Environmental adjustments matter too. A humidifier in your bedroom or workspace counteracts dry indoor air. Wraparound sunglasses block wind outdoors. And if you spend long hours on screens, consciously reminding yourself to blink fully (not the partial blinks that become habitual during focused work) makes a real difference.
When Burning Signals Something Serious
Most eye burning is uncomfortable but not dangerous. A few specific symptoms, however, point to conditions that need prompt medical attention. Sudden vision loss or rapid changes in how clearly you see, especially in one eye, can indicate a serious problem like acute glaucoma or a retinal issue. Severe pain accompanied by intense redness and light sensitivity may signal a corneal infection or inflammation inside the eye.

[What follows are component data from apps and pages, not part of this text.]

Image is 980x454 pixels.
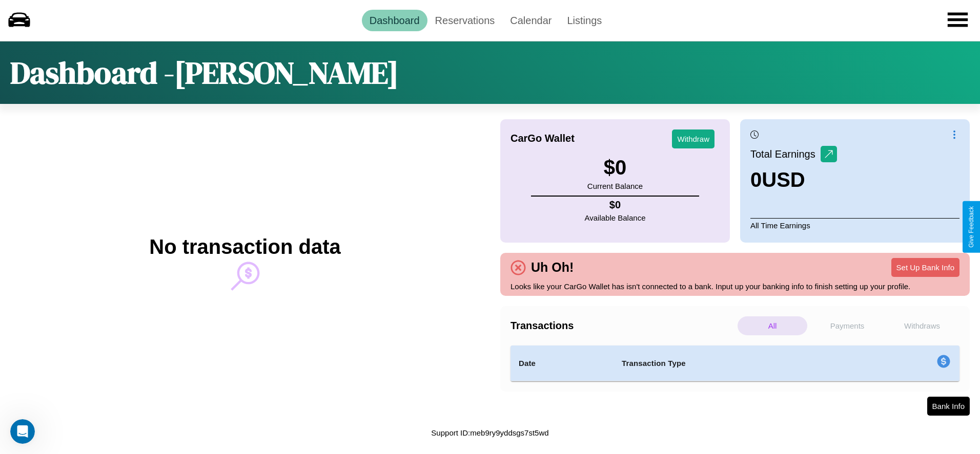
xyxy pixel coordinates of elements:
h4: Transactions [510,320,735,332]
a: Reservations [427,10,503,31]
table: simple table [510,346,959,382]
p: All Time Earnings [750,218,959,233]
iframe: Intercom live chat [10,420,34,444]
p: Current Balance [587,179,643,193]
h4: Date [518,357,605,370]
h4: CarGo Wallet [510,133,575,144]
p: Total Earnings [750,145,821,163]
h2: No transaction data [149,235,340,259]
h1: Dashboard - [PERSON_NAME] [10,52,399,93]
button: Bank Info [928,397,969,415]
a: Calendar [502,10,559,31]
p: Looks like your CarGo Wallet has isn't connected to a bank. Input up your banking info to finish ... [510,279,959,293]
p: Support ID: meb9ry9yddsgs7st5wd [431,426,549,440]
button: Set Up Bank Info [891,258,959,277]
p: Withdraws [887,316,957,335]
a: Listings [559,10,609,31]
h4: $ 0 [585,199,645,211]
a: Dashboard [362,10,427,31]
p: Payments [813,316,882,335]
h3: 0 USD [750,169,837,192]
p: Available Balance [585,211,645,225]
p: All [737,316,807,335]
h4: Uh Oh! [526,260,579,275]
h4: Transaction Type [622,357,854,370]
div: Give Feedback [968,207,975,247]
h3: $ 0 [587,157,643,179]
button: Withdraw [672,129,714,148]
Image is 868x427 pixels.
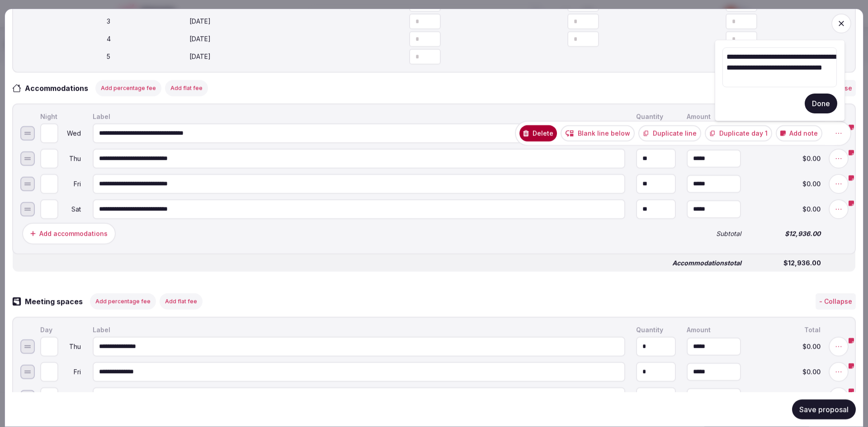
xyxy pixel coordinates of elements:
[751,206,820,212] span: $0.00
[91,111,627,122] div: Label
[190,52,344,61] div: [DATE]
[90,293,156,309] button: Add percentage fee
[519,125,557,142] button: Delete
[21,83,97,94] h3: Accommodations
[705,125,772,142] button: Duplicate day 1
[31,35,186,43] div: 4
[685,111,743,122] div: Amount
[60,181,82,187] div: Fri
[752,260,821,266] span: $12,936.00
[159,293,202,309] button: Add flat fee
[31,17,186,26] div: 3
[60,130,82,137] div: Wed
[190,35,344,43] div: [DATE]
[560,125,634,142] button: Blank line below
[31,52,186,61] div: 5
[40,229,108,238] div: Add accommodations
[804,94,837,113] button: Done
[751,230,820,237] span: $12,936.00
[60,206,82,212] div: Sat
[190,17,344,26] div: [DATE]
[634,111,677,122] div: Quantity
[91,325,627,335] div: Label
[38,325,84,335] div: Day
[815,293,856,309] button: - Collapse
[792,400,856,419] button: Save proposal
[634,325,677,335] div: Quantity
[750,325,822,335] div: Total
[38,111,84,122] div: Night
[685,325,743,335] div: Amount
[775,125,822,142] button: Add note
[60,369,82,375] div: Fri
[638,125,701,142] button: Duplicate line
[60,156,82,162] div: Thu
[751,369,820,375] span: $0.00
[21,296,92,307] h3: Meeting spaces
[751,156,820,162] span: $0.00
[672,260,741,266] span: Accommodations total
[165,80,208,96] button: Add flat fee
[60,343,82,350] div: Thu
[22,223,116,245] button: Add accommodations
[751,181,820,187] span: $0.00
[95,80,161,96] button: Add percentage fee
[751,343,820,350] span: $0.00
[685,229,743,239] div: Subtotal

A sudden increase in floaters, flashing lights, or a dark curtain creeping across your visual field suggests a possible retinal tear or detachment.
Chemical exposure is its own category of urgency. If a cleaning product, industrial chemical, or any caustic substance gets in your eye, flush it immediately with clean water for at least 15 minutes, then seek emergency care even if the burning starts to subside. Chemical burns can cause progressive damage that isn’t immediately obvious.
Double vision, a suddenly protruding eye, or a pupil that changes size or stops responding to light are also reasons to get evaluated right away, as they can reflect nerve damage, orbital infection, or other conditions that worsen without treatment.